House committee authorizes $4.8B for basic IT research
The House Science Committee last week unanimously passed a bill to set aside $4.8 billion in funding for information technology research for the next five fiscal years. The bill, the Networking and Information Technology Research and Development Act, would funnel more than half of the money to the
The House Science Committee last week unanimously passed a bill to set aside $4.8 billion in funding for information technology research for the next five fiscal years.
The bill, the Networking and Information Technology Research and Development Act, would funnel more than half of the money to the National Science Foundation and divide the rest between five other federal agencies.
Among other things, the money would be used for long-term, basic IT research grants, including high-end computing and software and network fragility, security and scalability.
For the United States to maintain its edge in IT research and development, it is important that scientists perform long-term research in the field, according to the bill. Most IT research has been conducted by private industry, and the private sector "tends to focus its spending on short-term, applied research," the bill states.
Rep. F. James Sensenbrenner Jr. (R-Wis.), chairman of the committee, said increasing funding for IT research is important to support what has become the engine behind U.S. economic expansion. Increased IT research, "will [help] produce the next generation of highly skilled IT workers," he said.
David Stonner, head of congressional affairs at NSF, said the bill would increase NSF funding for IT research from $273 million this fiscal year to $445 million in fiscal 2000.
The bill "authorizes us at what we consider appropriate levels for this important research," Stonner said. "This is a ...very important first step."
In all, the bill calls for $4.8 billion - including about $2.5 billion for NSF - for IT research spending over the next five fiscal years.
The bill's future in the full House and Senate, however, is unclear. The House Appropriations Committee in July recommended that NSF receive $35 million for funding IT research in fiscal 2000, $111 million less than what President Clinton requested.
Stonner said the Sept. 9 vote on the bill "sends our appropriators a strong signal that information technology research should be a priority."
The federal government "is uniquely positioned to support long-term fundamental research," according to the bill.
The bill further states that while funding for basic IT research has grown at almost twice the rate of funding for federal research in general since 1986, the current level of fundamental IT research is "inadequate."
According to the bill, IT companies have accounted for about one-third of the growth of the U.S. economy since 1992, and IT is the fastest-growing sector of the economy, with a growth rate of about 12 percent a year since 1993.
In addition to funding basic IT research, the bill also would:
* Pay for the establishment of terascale computing capabilities at one or more sites and for broadening NSF's Advanced Partnership for Advanced Computational Infrastructure program.
* Establish IT internship programs for research at private companies.
* Provide about $110 million in new funding for the Next Generation Internet program.
* Require NSF to conduct a study on the availability of encryption technologies in foreign countries and how they compare with encryption technologies subject to export restrictions in the United States.
NASA, the Energy Department, the National Institute of Standards and Technology, the National Oceanic and Atmospheric Administration and the Environmental Protection Agency will share the money with NSF.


What the exercise asks
Please repeat the records word for word and skip the pictures.

Material to process
-----

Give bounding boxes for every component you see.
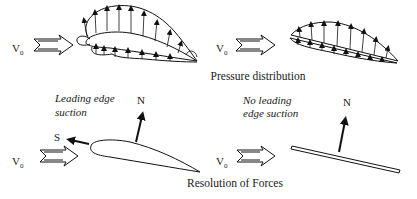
freestream-label: V0 xyxy=(216,42,228,57)
resolution-of-forces-caption: Resolution of Forces xyxy=(187,177,283,189)
pressure-distribution-caption: Pressure distribution xyxy=(211,70,306,82)
suction-force-arrow-icon xyxy=(71,140,89,144)
airfoil-force-diagram: V0 xyxy=(0,0,417,199)
no-leading-edge-suction-note: No leading xyxy=(242,94,292,106)
pressure-airfoil-panel: V0 xyxy=(12,6,197,62)
airfoil-outline xyxy=(91,140,200,172)
freestream-arrow-icon xyxy=(34,35,73,55)
no-leading-edge-suction-note-2: edge suction xyxy=(243,107,299,119)
suction-force-label: S xyxy=(54,131,60,143)
freestream-label: V0 xyxy=(216,155,228,170)
flat-plate xyxy=(291,146,400,173)
forces-airfoil-panel: Leading edge suction N S V0 xyxy=(12,92,200,172)
flat-plate xyxy=(290,35,398,63)
freestream-arrow-icon xyxy=(237,146,275,166)
normal-force-arrow-icon xyxy=(339,121,345,152)
freestream-label: V0 xyxy=(12,42,24,57)
leading-edge-lobe xyxy=(77,36,90,45)
leading-edge-suction-note: Leading edge xyxy=(54,92,115,104)
pressure-plate-panel: V0 xyxy=(216,22,398,63)
normal-force-label: N xyxy=(343,96,351,108)
normal-force-label: N xyxy=(137,94,145,106)
leading-edge-suction-note-2: suction xyxy=(55,106,87,118)
normal-force-arrow-icon xyxy=(136,116,142,142)
forces-plate-panel: No leading edge suction N V0 xyxy=(216,94,400,173)
freestream-label: V0 xyxy=(12,155,24,170)
freestream-arrow-icon xyxy=(236,35,275,55)
lower-pressure-envelope xyxy=(92,47,197,62)
upper-pressure-arrows xyxy=(84,7,181,53)
freestream-arrow-icon xyxy=(40,146,78,166)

-----

Expected answer
Give bounding boxes for every component you see.
freestream-label: V0 xyxy=(216,42,228,57)
resolution-of-forces-caption: Resolution of Forces xyxy=(187,177,283,189)
pressure-distribution-caption: Pressure distribution xyxy=(211,70,306,82)
suction-force-arrow-icon xyxy=(71,140,89,144)
airfoil-force-diagram: V0 xyxy=(0,0,417,199)
no-leading-edge-suction-note: No leading xyxy=(242,94,292,106)
pressure-airfoil-panel: V0 xyxy=(12,6,197,62)
airfoil-outline xyxy=(91,140,200,172)
freestream-arrow-icon xyxy=(34,35,73,55)
no-leading-edge-suction-note-2: edge suction xyxy=(243,107,299,119)
suction-force-label: S xyxy=(54,131,60,143)
freestream-label: V0 xyxy=(216,155,228,170)
flat-plate xyxy=(291,146,400,173)
forces-airfoil-panel: Leading edge suction N S V0 xyxy=(12,92,200,172)
flat-plate xyxy=(290,35,398,63)
freestream-arrow-icon xyxy=(237,146,275,166)
normal-force-arrow-icon xyxy=(339,121,345,152)
freestream-label: V0 xyxy=(12,42,24,57)
leading-edge-lobe xyxy=(77,36,90,45)
leading-edge-suction-note: Leading edge xyxy=(54,92,115,104)
pressure-plate-panel: V0 xyxy=(216,22,398,63)
normal-force-label: N xyxy=(343,96,351,108)
normal-force-label: N xyxy=(137,94,145,106)
leading-edge-suction-note-2: suction xyxy=(55,106,87,118)
normal-force-arrow-icon xyxy=(136,116,142,142)
forces-plate-panel: No leading edge suction N V0 xyxy=(216,94,400,173)
freestream-label: V0 xyxy=(12,155,24,170)
freestream-arrow-icon xyxy=(236,35,275,55)
lower-pressure-envelope xyxy=(92,47,197,62)
upper-pressure-arrows xyxy=(84,7,181,53)
freestream-arrow-icon xyxy=(40,146,78,166)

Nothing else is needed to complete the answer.